Over the years I’ve made many photographs of Amsterdam, but few of them show the beautiful historic center of the city. On the one hand, the old center of Amsterdam is the focus of the city still thick with shops, small businesses and museums, along with tourists. On the other hand, it is the least vital part of the city in that it is largely a cityscape frozen in time, small in scale, expensive, and less adaptable to either the pursuits of corporate big business or the individual enterprise of artists. So, I have tended to concentrate on more far-flung locales, from the immigrant neighborhoods in the west of the city to the office ghettos bordering the A10 ring highway. These areas have none of the charm of the central canal belt, but on the periphery of the city, they exhibit the raw edges of modern Dutch society.

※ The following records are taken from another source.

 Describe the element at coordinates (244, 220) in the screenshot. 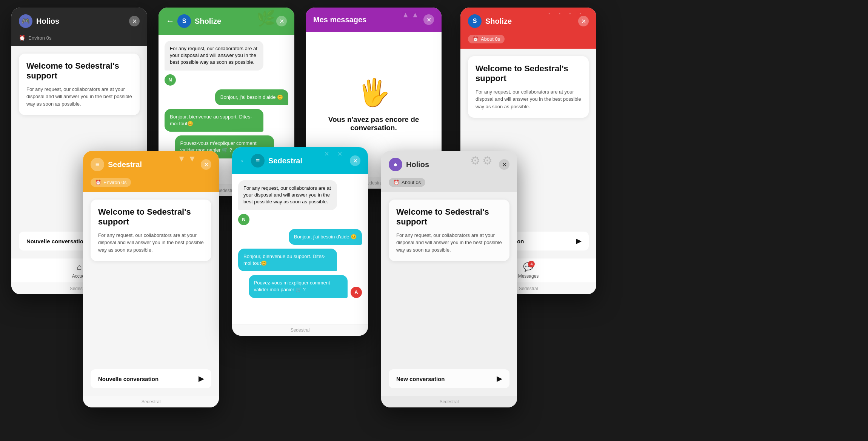

I see `agent-avatar-teal: N` at that location.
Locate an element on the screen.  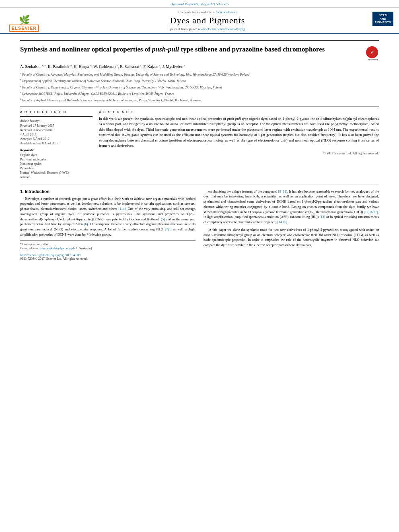
ref-14-15: [14,15] is located at coordinates (282, 222).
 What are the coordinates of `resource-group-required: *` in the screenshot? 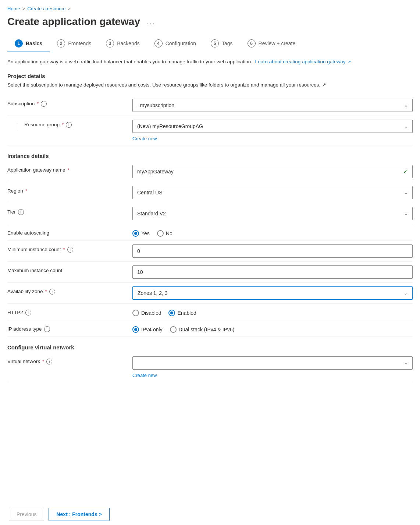 It's located at (63, 124).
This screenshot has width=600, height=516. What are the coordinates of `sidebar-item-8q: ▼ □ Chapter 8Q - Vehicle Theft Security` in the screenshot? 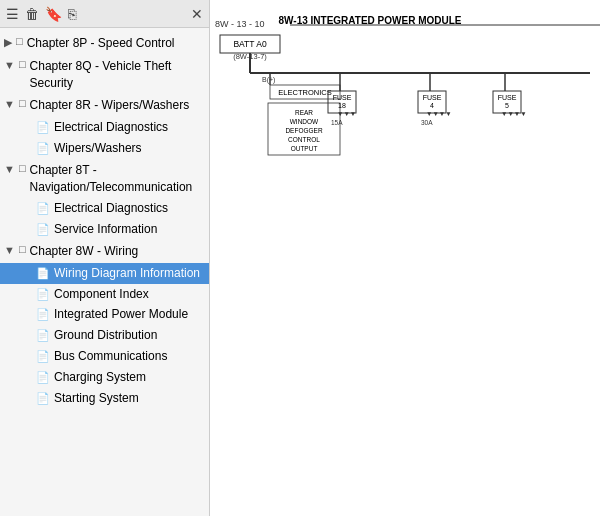 It's located at (104, 75).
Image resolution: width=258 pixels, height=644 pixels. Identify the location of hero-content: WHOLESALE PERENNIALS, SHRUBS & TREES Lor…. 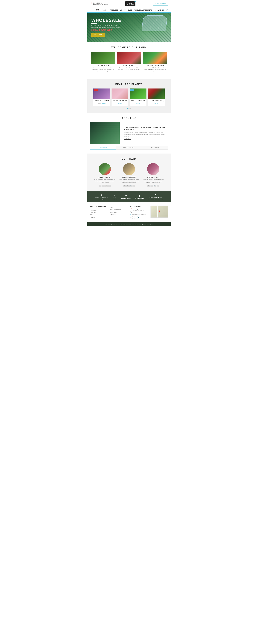
(106, 28).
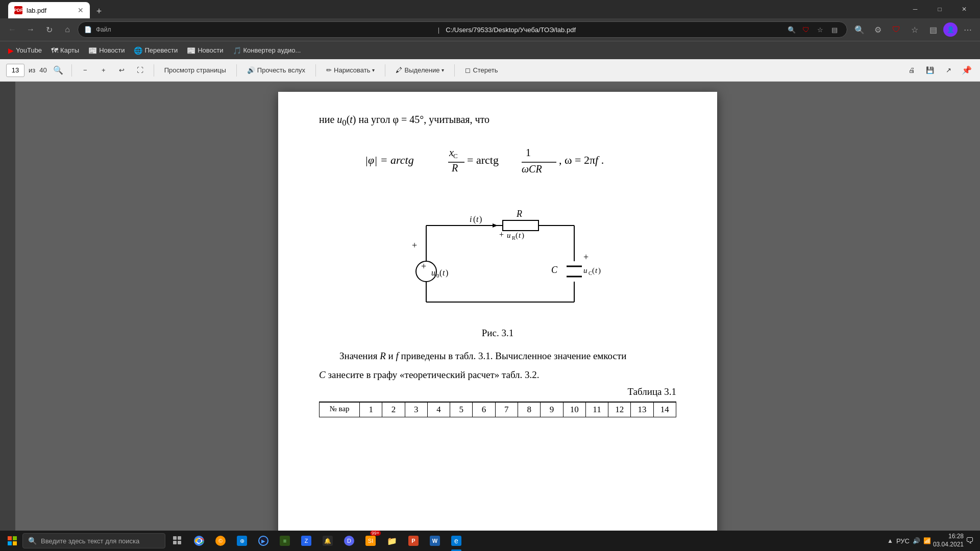  What do you see at coordinates (81, 10) in the screenshot?
I see `tab-close-button: ✕` at bounding box center [81, 10].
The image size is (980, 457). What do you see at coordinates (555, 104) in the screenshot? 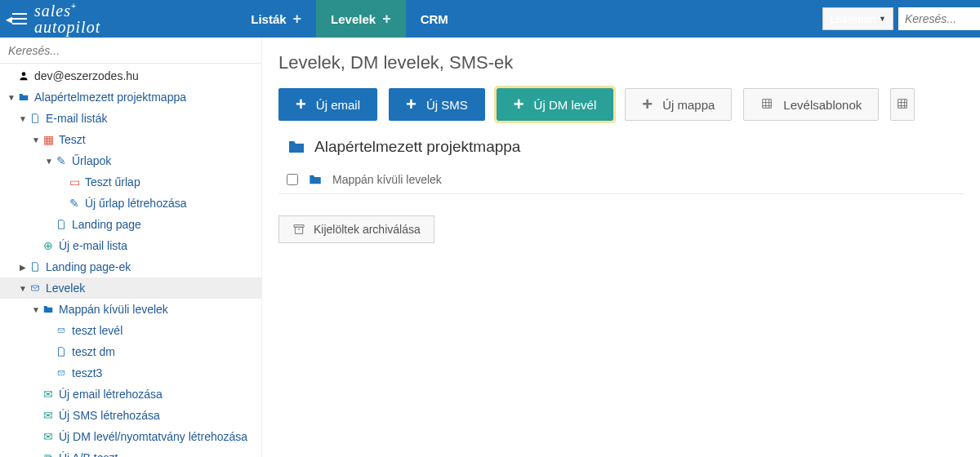
I see `new-dm-button: + Új DM levél` at bounding box center [555, 104].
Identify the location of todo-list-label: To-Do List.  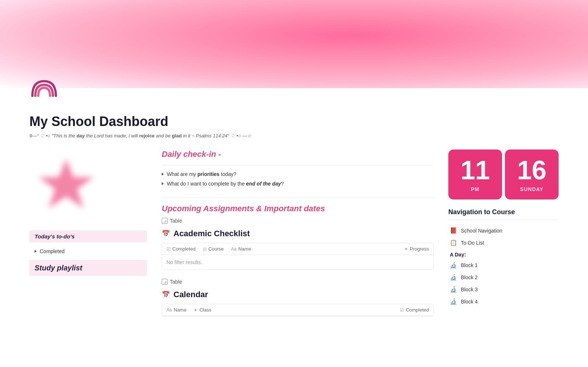
(473, 243).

Today I walked to the ferry dock behind Central Station and took the boat to the NDSM shipyard, once a bustling industrial complex, now a hodge podge of artists and artisans occupying the cavernous halls where ships were built and repaired. It is at once desolate and busy with virtually every part of its decrepit infrastructure put to some use. It is, alas, all destined to be transformed into a high tech center for new media, though its primary structures will be preserved and some of the artists will have space to continue their work.
The specific goal of my visit today was to photograph a colorful colony of stacked containers just beyond the ferry dock on the north side of the Ij, Amsterdam’s principle waterway. The ferry makes the trip briskly in about 10 minutes passing my apartment building, designed by the architects MVRDV, which intentionally evokes the image of stacked shipping containers.

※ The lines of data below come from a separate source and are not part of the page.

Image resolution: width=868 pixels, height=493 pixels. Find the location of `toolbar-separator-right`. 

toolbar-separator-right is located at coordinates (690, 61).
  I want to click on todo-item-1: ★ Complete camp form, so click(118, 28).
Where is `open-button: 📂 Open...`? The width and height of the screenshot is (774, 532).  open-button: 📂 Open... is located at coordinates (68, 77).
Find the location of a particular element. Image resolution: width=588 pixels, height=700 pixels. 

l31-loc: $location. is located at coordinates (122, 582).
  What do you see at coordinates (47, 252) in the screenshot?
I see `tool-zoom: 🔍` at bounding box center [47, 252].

Unlike American universities where dormatories are provided to house students, Dutch schools rarely offer living accomodations. Because the housing market in Amsterdam is so tight, students are increasingly unble to find suitable places to live. So, temporary pre-fab housing has been created in various places to serve swelling enrollment to the University of Amsterdam and other local institutions.
The container village adjacent to the NDSM grounds is a strange sight. Built on the rubble of the former industrial terrain, corrugated steel boxes are stacked three stories high with perforated metal stairs and bridges providing circulation. The only interiors are the dorm rooms themselves. The wind and damp flows freely through the complex, a futuristic dystopia, or perhaps, an expression of extreme cool.
Striking description !
What do you think that should happen with the old hangar part
of NDSM ?
I’d like to see the huge hangar-like buildings continue to be used for real work, like the artists and ship builders that use it now. I’m afraid, however, that in the end the area will be overly cleaned up and lose its amazing character. Like what happened in Soho in New York, for instance. The architecture remains, but much of the vitality got sucked out.
I wouldn’t want to stay in the student housing myself, but I like the idea of temporary, improvisational architecture.